Abstract

There has been an explosion of research on marine microbial foodweb processes in the past decade. Today it is widely accepted that about 50% of the primary production in marine and fresh water is processed by bacteria each day (Williams, 1981; Cole et al., 1988). This striking finding was stimulated, as others have noted, by the introduction of convenient methods for the estimation of microbial biomass and activities in natural waters. Hobbie et al. (1977) and Watson et al. (1977) demonstrated conclusively that bacterial populations in the sea were large. By 1980, in addition to the pioneering and prescient work by Sorokin (e.g., Sorokin, 1971, 1973), reports of bacterial production measurements had begun to emerge (Sieburth et al., 1977; Karl, 1979; Larsson and Hagstrom, 1979; Fuhrman and Azam, 1980). Brock (1971) and Sieburth (1977) wrote early reviews on the subject, and Pomeroy (1974) introduced the importance of marine microbial processes to a large audience. In this chapter we review recent research on bacterial production in the ocean. The emphasis is on the open sea, but we will also discuss other marine habitats, partly because there are still few comprehensive studies of oceanic bacterial production. There is an equally large and rapidly growing literature on bacterial production in fresh waters (Cole et al., 1988; Currie, 1990) which deserves a review of its own, as well as comparison with the marine findings (Hobbie, 1988). We will not review related work in sediments, nor for the most part, related work on bacteriovores.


EXERCISE GOAL: Your job is to retype the whole listing exactly.

MATERIAL TO PROCESS:

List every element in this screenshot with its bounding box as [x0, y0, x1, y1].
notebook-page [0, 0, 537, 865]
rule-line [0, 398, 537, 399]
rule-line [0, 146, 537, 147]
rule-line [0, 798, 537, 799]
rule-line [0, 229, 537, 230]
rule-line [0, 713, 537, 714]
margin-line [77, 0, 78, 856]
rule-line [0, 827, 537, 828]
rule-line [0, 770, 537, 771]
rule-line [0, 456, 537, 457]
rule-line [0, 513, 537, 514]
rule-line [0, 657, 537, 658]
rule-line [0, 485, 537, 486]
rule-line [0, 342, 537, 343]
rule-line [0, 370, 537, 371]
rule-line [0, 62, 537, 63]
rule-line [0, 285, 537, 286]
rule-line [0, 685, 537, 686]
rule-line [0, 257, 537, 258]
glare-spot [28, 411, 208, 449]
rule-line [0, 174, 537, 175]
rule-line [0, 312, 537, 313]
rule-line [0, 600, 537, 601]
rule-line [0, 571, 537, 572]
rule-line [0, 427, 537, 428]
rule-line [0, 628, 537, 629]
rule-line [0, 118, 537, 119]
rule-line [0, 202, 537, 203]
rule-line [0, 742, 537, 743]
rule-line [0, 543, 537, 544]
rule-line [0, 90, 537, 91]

SOLUTION:
List every element in this screenshot with its bounding box as [x0, y0, x1, y1].
notebook-page [0, 0, 537, 865]
rule-line [0, 398, 537, 399]
rule-line [0, 146, 537, 147]
rule-line [0, 798, 537, 799]
rule-line [0, 229, 537, 230]
rule-line [0, 713, 537, 714]
margin-line [77, 0, 78, 856]
rule-line [0, 827, 537, 828]
rule-line [0, 770, 537, 771]
rule-line [0, 456, 537, 457]
rule-line [0, 513, 537, 514]
rule-line [0, 657, 537, 658]
rule-line [0, 485, 537, 486]
rule-line [0, 342, 537, 343]
rule-line [0, 370, 537, 371]
rule-line [0, 62, 537, 63]
rule-line [0, 285, 537, 286]
rule-line [0, 685, 537, 686]
rule-line [0, 257, 537, 258]
glare-spot [28, 411, 208, 449]
rule-line [0, 174, 537, 175]
rule-line [0, 312, 537, 313]
rule-line [0, 600, 537, 601]
rule-line [0, 571, 537, 572]
rule-line [0, 427, 537, 428]
rule-line [0, 628, 537, 629]
rule-line [0, 118, 537, 119]
rule-line [0, 202, 537, 203]
rule-line [0, 742, 537, 743]
rule-line [0, 543, 537, 544]
rule-line [0, 90, 537, 91]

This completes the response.